Back in 2016, Turtle Rock announced that support for its 4v1 monster-hunting shooter Evolve would end but fans wouldn't let it die.
From NME: "Evolve: Stage 2 had its multiplayer servers shut down back in 2018, but today players are once again able to matchmake and join peer-to-peer multiplayer games.
Several months ago, peer-to-peer functionality was lost for Evolve Legacy, which was the only way fans of the series could play with friends. Upon a multitude of players reaching out to publisher 2K, the issue was eventually fixed earlier in July. It seems 2K have gone a step further now, and reinstated peer-to-peer and matchmaking functionality for Evolve: Stage 2 after four years."
Evolve is an asymmetrical multiplayer experience born at the tail-end of the wrong era, in the multiplayer world.
Great idea but poorly executed and destined to fail from the begging. Only thing I’m grateful towards this game is that it’s the one that convinced me to never buy a game blind again.
Shadowrun for the Xbox 360/PC would of been a better example of a great online game that launched At the wrong time.
Things slowly getting a bit shaky in the video game world...closure of studios, voice actors' strike...

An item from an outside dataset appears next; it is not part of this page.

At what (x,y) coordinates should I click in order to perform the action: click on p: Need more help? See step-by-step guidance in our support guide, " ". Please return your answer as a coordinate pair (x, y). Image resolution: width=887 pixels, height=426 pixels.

Evolve failed because of it being overpriced for the whole experience. They didn't fail because of it being a ne IP.
It definitely does make being greedy as taking a risk... ask Hello Games, they know about that too.
If by risk you mean flooding your game launch with monetized weapon colors and a plethora of other pointless DLC, then yeah, I hope developers don't do that lol.
Evolve is a good example at what not to do when making a new IP.